“The Rocky Horror Picture Show,” a movie with a sometimes obsessive cult following, gets an unusual twist at Yale next week.

Directed by Valerie Steinberg ’09, a Yale stage production that draws on both the movie and the original play will be shown at Yale’s Off-Broadway Theater Halloween weekend. Though both hard-core fans and interested novices will enjoy the show, they should be prepared for a very different experience than what they are used to.

Steinberg’s “Rocky Horror” features an all-female cast, crew and band.

For those unfamiliar with the movie, it is Richard O’Brien’s 1975 version of an earlier London stage show. The movie retells the story of a newly engaged couple who stumbles upon a castle inhabited by transvestite aliens. The leader of the aliens, Dr. Frank N. Furter, creates, à la Frankenstein, a muscular, masculine manifestation of the perfect male, named Rocky. The movie draws on themes of homosexuality, transvestitism and gender identity.

This begs the question, how and why is the show done with an all-female cast?

Steinberg, who plays Dr. Frank N. Furter, says she’s wanted to do “Rocky Horror” this way since her junior year.

“[While the show was formulating in my mind], I joined an all-female a cappella group, an all-female comedy group and was on the Women’s Center board,” she said. “All this made me realize how awesome feminism is, and [how] people have a lot of misconceptions about it.”

The assistant director, Rachel Schiff ’10, said that there were two main reasons for doing the show with an all-female cast: to promote the presence of women in theater — particularly in light of the Dramat’s decision to have the male-dominated “The Full Monty” as their fall show — and to help create a space in which women can explore their gender identity.

“I wanted [this to be] a balance against the general trend that theater spaces are being dominated by men,” she said. “Also, in this show, women can freely express their gender identity; they can be women, or they can have a masculine take on their gender identity.”

But there were many difficulties in creating the show, Steinberg said. Practical changes included transposing male singing parts for female voices (though not too much, so that the audience would still feel as if men were singing), costume alterations and the use of fake penises and wigs.

Bianca Rodriguez ’11, the stage manager, said that certain elements of the set would be based on the movie, while deviating just enough for people to sense a difference in Steinberg’s show.

Steinberg said she made these changes while keeping in mind her goal of gender empowerment. She wanted the audience to be in a state of ambivalent consciousness. The role of Rocky, for example, would be a representation of both masculine and androgynous beauty.

One of the goals of this production is to create, as the original movie does, a sense of gender warping with the goal of achieving a gender-free society, Steinberg said.

“I wanted a plane of nebulous sexual empowerment without gender constraints,” she said. “But the element of gender is incorporated with the female cast.”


> **TO DO**
If a line in the records below holds the string "Aplicar", count it; give only the total.

> **RECORDS PROVIDED**
════════════════════
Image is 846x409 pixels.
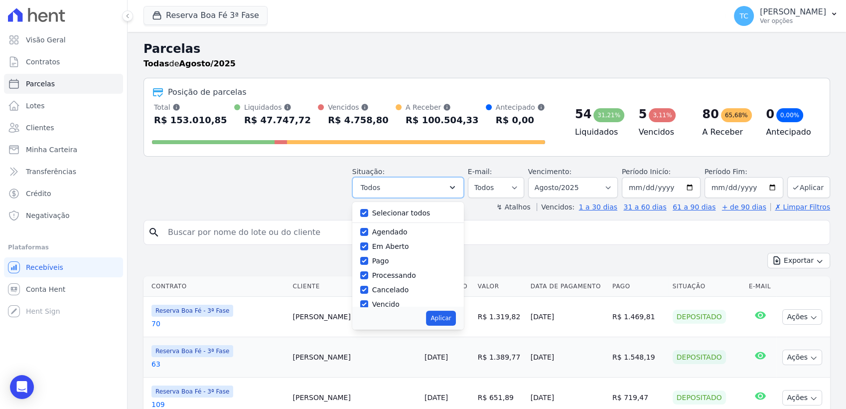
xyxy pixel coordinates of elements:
label: E-mail: [468,168,493,175]
label: Vencimento: [528,168,572,175]
button: Ações [783,349,823,365]
h2: Parcelas [144,40,831,58]
a: 70 [152,319,285,329]
div: 0,00% [777,108,804,122]
a: [DATE] [425,353,448,361]
span: Todos [361,181,380,193]
th: Cliente [289,276,421,297]
div: R$ 47.747,72 [244,112,311,128]
label: Selecionar todos [372,209,431,217]
label: Vencidos: [537,203,575,211]
div: Antecipado [496,102,545,112]
th: Pago [609,276,669,297]
div: R$ 100.504,33 [406,112,479,128]
span: Recebíveis [26,262,63,272]
button: Aplicar [788,176,831,198]
td: [PERSON_NAME] [289,297,421,337]
div: Posição de parcelas [168,86,247,98]
input: Buscar por nome do lote ou do cliente [162,222,826,242]
a: Crédito [4,183,123,203]
label: Período Fim: [705,167,784,177]
label: ↯ Atalhos [497,203,530,211]
label: Pago [372,257,389,265]
span: Clientes [26,123,54,133]
div: 54 [575,106,592,122]
th: Data de Pagamento [527,276,609,297]
div: Vencidos [328,102,388,112]
a: 31 a 60 dias [624,203,667,211]
span: Parcelas [26,79,55,89]
td: R$ 1.469,81 [609,297,669,337]
div: Depositado [673,310,726,324]
div: 0 [766,106,775,122]
label: Processando [372,271,416,279]
a: Visão Geral [4,30,123,50]
h4: A Receber [702,126,750,138]
div: 3,11% [649,108,676,122]
h4: Liquidados [575,126,623,138]
span: Conta Hent [26,284,65,294]
button: Exportar [768,253,831,268]
div: Liquidados [244,102,311,112]
a: 1 a 30 dias [579,203,618,211]
div: 31,21% [594,108,625,122]
td: R$ 1.319,82 [474,297,527,337]
span: TC [740,12,749,19]
a: + de 90 dias [722,203,767,211]
td: [DATE] [527,297,609,337]
label: Período Inicío: [622,168,671,175]
div: 5 [639,106,648,122]
div: Depositado [673,350,726,364]
button: Reserva Boa Fé 3ª Fase [144,6,268,25]
div: R$ 153.010,85 [154,112,227,128]
a: Recebíveis [4,257,123,277]
label: Em Aberto [372,242,409,250]
strong: Todas [144,59,169,68]
p: [PERSON_NAME] [760,7,827,17]
span: Contratos [26,57,60,67]
td: R$ 1.389,77 [474,337,527,377]
a: Clientes [4,118,123,138]
span: Reserva Boa Fé - 3ª Fase [152,305,233,317]
a: [DATE] [425,393,448,401]
label: Vencido [372,300,400,308]
span: Reserva Boa Fé - 3ª Fase [152,345,233,357]
button: Aplicar [426,311,456,326]
div: A Receber [406,102,479,112]
button: Ações [783,309,823,325]
span: Minha Carteira [26,145,77,155]
th: Contrato [144,276,289,297]
div: 65,68% [721,108,752,122]
span: Lotes [26,101,45,111]
a: 61 a 90 dias [673,203,716,211]
th: Situação [669,276,745,297]
a: Transferências [4,162,123,181]
label: Situação: [352,168,385,175]
div: R$ 0,00 [496,112,545,128]
a: Parcelas [4,74,123,94]
button: TC [PERSON_NAME] Ver opções [726,2,846,30]
a: Lotes [4,96,123,116]
h4: Antecipado [766,126,814,138]
strong: Agosto/2025 [179,59,236,68]
label: Agendado [372,228,408,236]
a: Minha Carteira [4,140,123,160]
td: R$ 1.548,19 [609,337,669,377]
button: Ações [783,390,823,405]
a: Negativação [4,205,123,225]
span: Crédito [26,188,51,198]
span: Reserva Boa Fé - 3ª Fase [152,385,233,397]
label: Cancelado [372,286,409,294]
div: Open Intercom Messenger [10,375,34,399]
a: 63 [152,359,285,369]
span: Visão Geral [26,35,66,45]
p: de [144,58,236,70]
a: ✗ Limpar Filtros [771,203,831,211]
p: Ver opções [760,17,827,25]
td: [PERSON_NAME] [289,337,421,377]
div: Total [154,102,227,112]
a: Conta Hent [4,279,123,299]
button: Todos [352,177,464,198]
a: Contratos [4,52,123,72]
h4: Vencidos [639,126,687,138]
════════════════════
> **ANSWER SECTION**
2